This short-order, self-published, POD Mad Novel of mine will comprise six chapters each of 8,000-10,000 words - except for the first one which has turned out to be around 13,000 words. I'm hoping to pare that down when I ruthlessly edit it later, although some over-length may be unavoidable due to the need to set the story up, introduce the rather large cast of characters and so on. I've made a decent start on the second chapter too: close on 3,000 words of fair quality. However, I think it makes more sense to measure my progress at this stage by the number of scenes I have completed to decent first-draft standard rather by the numbers of words I've produced. It is vital that I don't end up just covering paper, as it were. Tying-up a scene within a self-defined timeframe is more likely to exert the sort of discipline required if I'm to meet my ludicrous deadline. So let's quantify the task a different way. I'm anticipating each chapter comprising around six scenes. Six times six is thirty-six but let's round that up to forty just in case. I have six of those forty scenes in good enough order to set them aside for now. I have another three underway. And I have three weeks left to finish the whole thing. Gulp.
Meanwhile, here's a tiny taste of what I've done so far. It features two of the main characters: Genevieve Low-Bunga, Cultural And Moral Philosophy post-graduate prodigy from the University of Virginia Waters and her teenage sidekick and protege. They are watching a football match between two under-11 teams on the protege's home town recreation ground. There's just been a controversial sending off.
"As the game got back underway Genevieve turned to her companion, a young man she outranked by nearly a foot.
'So Wilfred,' she said, 'How do you interpret the conflictual bricollage which we are both observers of and, albeit tangentially, participants in too?'
Wilfred Tapscott – 'Wilfy', since the demotic code shall always apply here - glanced up at Genevieve from deep within the fur-lined hood of his camouflage print parka. Before answering, he took a good look round. The match was being held on the permanently half-ruined recreation ground of a small town called Fullbladder, the truly, madly, deeply unrewarding place where Wilfy had been born seventeen years earlier and had lived his entire life since. The landscape of the rec was imprinted on his soul, as were those that stretched beyond it: climbing away on one side, the wind-hammered, sheep-mottled Fullbladder Moor. On the other, narrow streets ridged like dinosaurs’ spines with tiny terraced houses and at their addled heart the Poundstretcher panorama of Fullbladder town centre.
Wilfy's customary tone when speaking of his hometown was one of sledgehammer deadpan. This was a true reflection of his attitude to it, but also a means of concealing both his immersion in its stagnation and his addiction to its lore. Fullbladder's biggest claim to fame was the lynching in 1317 of a resident simpleton, the so-called 'Fullbladder Len', for aggravated hog-worrying. According to Fullbladder: Myth and Mystery, a local history pamphlet compiled by Fullbladder’s now ex-librarian, the culprit was forced to endure 'obliteration by blancmange' - though this may have been a misprint - a demise greatly enjoyed by a crowd of 'several score'. Wilfy made much of relishing this heritage when inhabiting the ironising persona he habitually chose to present to the world. Yet he was secretly excited that Len's pre-eminence in Fullbladder history was certain to be eclipsed late on the coming afternoon when a different kind of slaughter would occur - that of the local football team Fullbladder Athletic by the visiting potentates of Mancunia Global in the Third Round of the FA Cup.
Wilfy had his ticket in his pocket and Genevieve had hers too. For now, though, both were absorbed by the contest before them and by its many dissonant resonances.
'Well, Wilfred?' pressed Genevieve, towering gorgeously above him. 'I await your insights.'
'It's all bollocks, intit?' Wilfy replied."
So, do you like it? If you do, tell me so. If you don't, sod off. More soon.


Problem requirements: From the listing, collect all lines containing the word "holding".

==== Material for this exercise

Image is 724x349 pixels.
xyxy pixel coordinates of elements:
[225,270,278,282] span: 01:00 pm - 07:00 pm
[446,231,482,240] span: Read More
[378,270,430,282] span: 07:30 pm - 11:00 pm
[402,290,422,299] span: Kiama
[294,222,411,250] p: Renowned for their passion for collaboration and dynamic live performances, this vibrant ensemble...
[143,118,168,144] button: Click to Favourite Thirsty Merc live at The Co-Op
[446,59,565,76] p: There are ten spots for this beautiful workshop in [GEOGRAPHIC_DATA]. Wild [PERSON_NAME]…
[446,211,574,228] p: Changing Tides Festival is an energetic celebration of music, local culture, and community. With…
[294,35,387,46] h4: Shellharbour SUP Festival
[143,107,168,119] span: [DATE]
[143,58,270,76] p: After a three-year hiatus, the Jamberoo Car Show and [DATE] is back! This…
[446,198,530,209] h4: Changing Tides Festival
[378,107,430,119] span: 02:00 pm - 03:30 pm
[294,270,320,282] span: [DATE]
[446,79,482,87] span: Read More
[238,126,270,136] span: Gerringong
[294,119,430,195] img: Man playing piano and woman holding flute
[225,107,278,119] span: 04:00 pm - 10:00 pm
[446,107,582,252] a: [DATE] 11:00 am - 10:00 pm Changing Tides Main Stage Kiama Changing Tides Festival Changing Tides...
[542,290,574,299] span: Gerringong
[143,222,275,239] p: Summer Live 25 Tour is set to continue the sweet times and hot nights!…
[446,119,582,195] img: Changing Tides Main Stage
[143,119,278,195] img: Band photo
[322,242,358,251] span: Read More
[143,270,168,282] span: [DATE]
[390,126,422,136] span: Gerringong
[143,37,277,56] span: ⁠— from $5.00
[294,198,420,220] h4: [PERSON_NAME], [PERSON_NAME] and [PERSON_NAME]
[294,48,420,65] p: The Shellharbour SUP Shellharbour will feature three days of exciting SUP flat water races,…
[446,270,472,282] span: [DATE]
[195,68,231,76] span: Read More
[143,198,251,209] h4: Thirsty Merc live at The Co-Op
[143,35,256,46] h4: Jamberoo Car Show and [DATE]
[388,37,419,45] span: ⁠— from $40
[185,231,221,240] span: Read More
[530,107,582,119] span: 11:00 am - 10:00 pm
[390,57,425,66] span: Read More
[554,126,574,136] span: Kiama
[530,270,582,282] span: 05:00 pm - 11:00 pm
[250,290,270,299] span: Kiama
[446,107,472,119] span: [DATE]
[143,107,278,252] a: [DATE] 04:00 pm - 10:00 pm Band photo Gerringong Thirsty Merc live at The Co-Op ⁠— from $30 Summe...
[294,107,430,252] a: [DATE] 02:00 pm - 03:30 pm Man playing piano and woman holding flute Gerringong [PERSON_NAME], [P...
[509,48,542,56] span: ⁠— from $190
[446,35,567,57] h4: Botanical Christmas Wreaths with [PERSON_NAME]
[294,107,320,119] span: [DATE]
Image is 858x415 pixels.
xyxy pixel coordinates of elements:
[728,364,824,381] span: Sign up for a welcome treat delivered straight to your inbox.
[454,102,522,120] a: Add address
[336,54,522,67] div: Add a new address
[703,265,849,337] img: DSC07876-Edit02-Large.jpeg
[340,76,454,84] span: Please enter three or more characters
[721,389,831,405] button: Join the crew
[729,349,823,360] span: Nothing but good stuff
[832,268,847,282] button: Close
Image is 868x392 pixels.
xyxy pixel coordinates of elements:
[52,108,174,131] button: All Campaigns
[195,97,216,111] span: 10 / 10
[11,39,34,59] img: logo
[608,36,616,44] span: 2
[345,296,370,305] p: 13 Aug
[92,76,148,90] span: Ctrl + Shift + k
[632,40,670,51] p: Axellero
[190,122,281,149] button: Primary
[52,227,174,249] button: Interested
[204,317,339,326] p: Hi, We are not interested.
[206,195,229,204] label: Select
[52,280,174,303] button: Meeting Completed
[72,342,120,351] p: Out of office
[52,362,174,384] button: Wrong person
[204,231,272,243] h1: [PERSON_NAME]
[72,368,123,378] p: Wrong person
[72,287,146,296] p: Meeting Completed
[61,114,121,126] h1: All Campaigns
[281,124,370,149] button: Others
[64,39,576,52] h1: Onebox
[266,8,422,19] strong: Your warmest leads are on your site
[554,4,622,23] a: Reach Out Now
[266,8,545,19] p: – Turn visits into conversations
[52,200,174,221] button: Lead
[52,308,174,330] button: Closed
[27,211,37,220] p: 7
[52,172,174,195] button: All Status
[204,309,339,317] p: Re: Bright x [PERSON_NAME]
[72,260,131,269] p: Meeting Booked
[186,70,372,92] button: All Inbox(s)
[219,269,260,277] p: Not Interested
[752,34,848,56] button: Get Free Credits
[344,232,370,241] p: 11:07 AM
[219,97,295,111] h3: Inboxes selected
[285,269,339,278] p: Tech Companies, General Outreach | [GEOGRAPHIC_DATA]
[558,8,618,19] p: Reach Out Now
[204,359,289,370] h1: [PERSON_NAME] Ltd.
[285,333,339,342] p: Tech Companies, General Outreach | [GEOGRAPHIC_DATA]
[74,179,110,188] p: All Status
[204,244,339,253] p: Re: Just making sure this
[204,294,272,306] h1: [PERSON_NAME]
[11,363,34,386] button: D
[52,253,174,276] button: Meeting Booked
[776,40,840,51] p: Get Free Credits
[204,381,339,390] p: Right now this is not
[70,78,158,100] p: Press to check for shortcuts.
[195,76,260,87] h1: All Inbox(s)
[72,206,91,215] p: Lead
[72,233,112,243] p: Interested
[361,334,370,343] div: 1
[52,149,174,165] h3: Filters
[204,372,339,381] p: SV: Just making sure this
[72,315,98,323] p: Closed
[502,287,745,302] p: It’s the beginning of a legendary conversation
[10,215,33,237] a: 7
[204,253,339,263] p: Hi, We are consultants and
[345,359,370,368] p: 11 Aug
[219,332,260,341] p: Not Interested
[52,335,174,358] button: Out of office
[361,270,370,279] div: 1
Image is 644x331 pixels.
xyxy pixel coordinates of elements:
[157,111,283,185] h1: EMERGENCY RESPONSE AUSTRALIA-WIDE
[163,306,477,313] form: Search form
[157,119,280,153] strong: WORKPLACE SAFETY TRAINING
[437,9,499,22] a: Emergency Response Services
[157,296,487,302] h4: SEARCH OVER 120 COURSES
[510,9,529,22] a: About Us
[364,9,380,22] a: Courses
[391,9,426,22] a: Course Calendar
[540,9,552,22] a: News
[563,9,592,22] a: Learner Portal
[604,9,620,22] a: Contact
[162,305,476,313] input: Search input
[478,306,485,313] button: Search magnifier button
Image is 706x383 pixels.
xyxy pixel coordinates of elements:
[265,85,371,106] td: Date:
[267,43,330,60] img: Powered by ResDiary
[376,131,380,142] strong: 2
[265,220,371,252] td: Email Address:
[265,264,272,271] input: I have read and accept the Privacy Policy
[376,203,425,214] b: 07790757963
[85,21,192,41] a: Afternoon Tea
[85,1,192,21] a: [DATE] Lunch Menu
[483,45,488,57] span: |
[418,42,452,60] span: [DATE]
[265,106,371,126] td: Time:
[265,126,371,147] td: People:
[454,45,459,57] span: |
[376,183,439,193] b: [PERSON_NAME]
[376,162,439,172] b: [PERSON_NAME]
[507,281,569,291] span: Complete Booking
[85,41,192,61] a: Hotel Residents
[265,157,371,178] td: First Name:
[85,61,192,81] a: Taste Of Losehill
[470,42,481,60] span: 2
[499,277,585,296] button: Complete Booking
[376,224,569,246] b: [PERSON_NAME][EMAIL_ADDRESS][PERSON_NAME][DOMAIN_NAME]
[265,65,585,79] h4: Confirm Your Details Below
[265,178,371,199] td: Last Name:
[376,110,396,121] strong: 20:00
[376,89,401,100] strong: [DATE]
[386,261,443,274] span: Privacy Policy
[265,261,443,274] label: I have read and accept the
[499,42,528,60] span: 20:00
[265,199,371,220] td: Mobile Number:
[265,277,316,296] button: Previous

========

Answer space:
[294,119,430,195] img: Man playing piano and woman holding flute
[294,107,430,252] a: [DATE] 02:00 pm - 03:30 pm Man playing piano and woman holding flute Gerringong [PERSON_NAME], [P...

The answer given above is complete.